Bailes is the first of Hall County’s recorded dead from World War I.

But down the road in the same cemetery, the grave of another one of Bailes’ comrades, Paul E. Bolding, a Marine, gets the glory.

A monument bearing an eagle stands guard above Bolding’s body and boasts that his death on Oct. 3, 1918, was the first Hall County casualty in the War to End All Wars.

Bolding, like Bailes, died in France, and both were barely 26 at the time. No matter who got there first, both men’s graves are of the many marked with flags — fluttering reminders of their sacrifices — across the 80 acres of Alta Vista Cemetery today.

To the present-day visitor, many of the lives of the veterans buried in the municipal cemetery are a mystery.

The cemetery’s stones offer little details. A marker may at least tell of the dead man or woman’s military service; Henry Mauldin Hudgins, Staff Sgt. U.S. Air Force, served in World War II and in both the wars in Korea and Vietnam.

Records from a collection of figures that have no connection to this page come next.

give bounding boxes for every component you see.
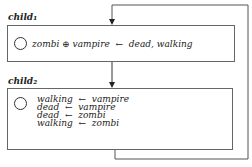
- node-label-child2: child₂: [8, 76, 37, 86]
- rule-line: zombi ⊕ vampire ← dead, walking: [32, 40, 193, 48]
- circle-icon: [14, 97, 27, 110]
- rule-line: walking ← zombi: [37, 119, 119, 127]
- node-child1: zombi ⊕ vampire ← dead, walking: [7, 25, 235, 62]
- circle-icon: [14, 37, 27, 50]
- node-child2: walking ← vampire dead ← vampire dead ← …: [7, 88, 233, 150]
- node-label-child1: child₁: [8, 12, 37, 22]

Alta Vista is the final resting place for many of Hall County’s veterans. The municipal cemetery is home to three soldiers of the Revolutionary War, 125 Civil War soldiers and countless veterans of other wars, said Vince Evans, superintendent of Alta Vista Cemetery.

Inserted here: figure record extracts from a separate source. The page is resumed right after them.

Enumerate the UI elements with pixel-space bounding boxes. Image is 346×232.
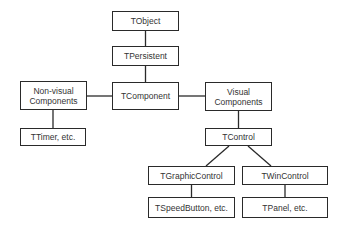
node-tpersistent: TPersistent [112,46,179,66]
node-label: TTimer, etc. [31,132,76,142]
node-label-line2: Components [29,96,77,106]
node-tcomponent: TComponent [112,82,179,110]
node-label: TComponent [121,91,170,101]
node-tcontrol: TControl [205,128,272,146]
node-visual-components: Visual Components [205,82,272,111]
node-label: TGraphicControl [160,171,222,181]
node-nonvisual-components: Non-visual Components [20,81,87,110]
node-label: TPersistent [124,51,167,61]
node-ttimer: TTimer, etc. [20,128,86,146]
node-twincontrol: TWinControl [242,166,328,185]
node-label-line2: Components [214,97,262,107]
node-label: TWinControl [261,171,308,181]
node-tgraphiccontrol: TGraphicControl [148,166,235,185]
node-label: TSpeedButton, etc. [155,203,228,213]
node-label: TPanel, etc. [262,203,307,213]
node-label: TObject [131,16,161,26]
node-label: TControl [222,132,255,142]
node-tspeedbutton: TSpeedButton, etc. [148,197,235,218]
node-tobject: TObject [112,11,179,31]
node-tpanel: TPanel, etc. [242,197,328,218]
node-label-line1: Visual [227,87,250,97]
node-label-line1: Non-visual [33,86,73,96]
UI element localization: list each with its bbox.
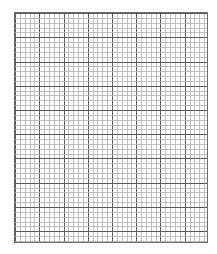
graph-paper-sheet: [0, 0, 217, 254]
grid-area: [14, 12, 208, 243]
grid-lines: [15, 13, 208, 243]
footer-text: [14, 244, 208, 252]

“They’re just scattered out across the cemetery,” Evans said.

Evans said that he expects a good number of people to come to the cemetery by the end of today to visit these servicemen about whom they may know nothing other than that they served in the U.S. military.

Evans likely knows the most.

Evans can go straight to the site of two Revolutionary War veterans. The men and one of their wives lay in a small site adjacent to Jesse Jewell Parkway, a home given to them by the members of the American Legion.

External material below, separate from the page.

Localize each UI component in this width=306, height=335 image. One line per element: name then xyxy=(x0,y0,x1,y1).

And he can nearly pinpoint the grave of a World War II veteran who died less than a decade ago.

“I’m looking for Fred Brown,” Evans said as he walked in a semi-circle between graves. “I know he was here yesterday; I hope he hasn’t moved.”

It was not long before Evans found Brown’s grave. Many of the veterans’ graves are marked with special stones like Brown’s is, making them easy to spot.

Evans, who sets the stones, uses them to learn what he can: whether a recent burial was that of a veteran and in which war the veteran served. Evans has yet to set any veteran’s markers for veterans of the Iraq War, he said.

But there are likely plenty of veterans whose graves are not distinguished with a veteran’s marker. And after 10 years in the cemetery, Evans admits that the lives of Alta Vista’s veterans are a mystery to even him.

“I’m kind of still learning,” he said.